08. Mr Sathnam Sanghera

Empireland

Image courtesy of Penguin

Few writers have endured the slings and arrows of Britain’s tedious “culture wars” more than The Times journalist Mr Sathnam Sanghera this year, whose lucid, balanced and thoughtful account of the history of the British Empire was met by a barrage of online trolling typified by the opposite qualities. Never mind: if you want to cut through the noise and read a rigorously researched, eye-opening look at the nation’s past, Empireland: How Imperialism Has Shaped Modern Britain is the book for you.

09. Mr Patrick Radden Keefe

Empire Of Pain

Image courtesy of Macmillan

Anyone who has read Say Nothing, his masterful 2019 account of the Troubles in Northern Ireland, will know Mr Patrick Radden Keefe as a reporter at the very top of his game.
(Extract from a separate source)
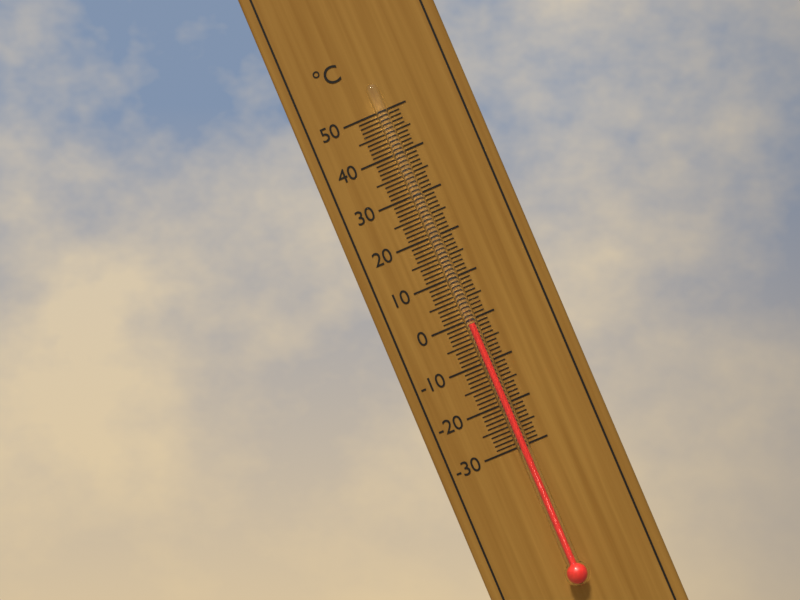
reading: -1 °C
His latest subject is the mysterious Sackler family, a pharmaceutical dynasty that sits at the heart of the opioid epidemic that has ravaged the US and claimed at least half a million lives. It’s a gripping story and, given the way we have all been forced to reassess our relationship to our health recently, a timely one.

10. Ms Rachel Kushner

The Hard Crowd

Image courtes of Penguin

Ms Rachel Kushner once rode a motorbike in an illegal 1,000-mile race across the Baja Peninsula and crashed at 140mph; if living life to the fullest is prerequisite for being a great writer, then the 52-year-old American has gone about things the right way. The celebrated author of novels The Mars Room and The Flamethrowers, Kushner’s first essay collection jostled through the colourful events and characters that have informed her fiction. It’s quite the ride.

11. Mr Mohsin Zaidi

A Dutiful Boy

Image courtesy of Penguin

For our money one of the most eloquent and inspiring memoirs of recent years, Mr Mohsin Zaidi recounts growing up in a devout Muslim household while struggling to come to terms with being gay. Despite this, he wins a place at Oxford and becomes an accomplished criminal barrister before reconciling his self-identity, his past and his present. A Dutiful Boy is real-life storytelling at its finest.

12. Mr Julian Sancton

Madhouse At The End Of The Earth

Image courtesy of Penguin

Just when it looked like there were no more books to wring from the “antarctic adventure” genre, New Yorker writer Mr Julian Sancton delivers the surprisingly untold story of the Belgica, a ship that set off to the South Pole in 1897 before getting trapped for months in the polar darkness. Madness, mysterious illnesses and devious plots ensue among the superbly captured cast – that’s when they’re not out hunting penguins for food.

13. Mr Ben Machell

The Unusual Suspect

Image courtesy of Canongate

The Times journalist Mr Ben Machell takes a break from being very funny on Twitter to tell the kind of true story that many hacks dream of discovering. It centres around Mr Stephen Jackley, a 20-year-old geography student from Devon who, in an attempt to fight poverty and injustice, decided in 2007 to become a bank robber – not in some smart, online, data-hacking sense, but in the traditional, replica pistol and cunning disguise one. A brilliantly told Robin Hood story.

14. Ms Mary Ann Sieghart

The Authority Gap

Image courtesy of Penguin

Have you ever been the guy in the meeting talking over his female colleague? We should think not. But that’s only one small part of the story, argues journalist Ms Mary Ann Seighart, of how gender discrimination manifests both in the workplace and in public life. There has been a lot of required reading for men since #MeToo, but this is not simply a duty read; like Invisible Women by Ms Caroline Criado Perez, it’s an eye-opening and thought-provoking insight that goes far beyond what you already think you know.

15. Ms Zadie Smith

Intimations

Image courtesy of Penguin

In the tense early months of 2020, when everyone was joking about the deluge of “lockdown novels” being written in spare bedrooms across the country, Ms Zadie Smith, one of Britain’s finest novelists, was writing to help her make sense of the Covid crisis. The result is Intimations, a collection of essays that packs a hefty punch, drawing on Smith’s unique gift for balancing intellectual curiosity, emotional ambivalence and wry insight. As a way of drawing a therapeutic line under The Worst Year Ever, this is just the ticket.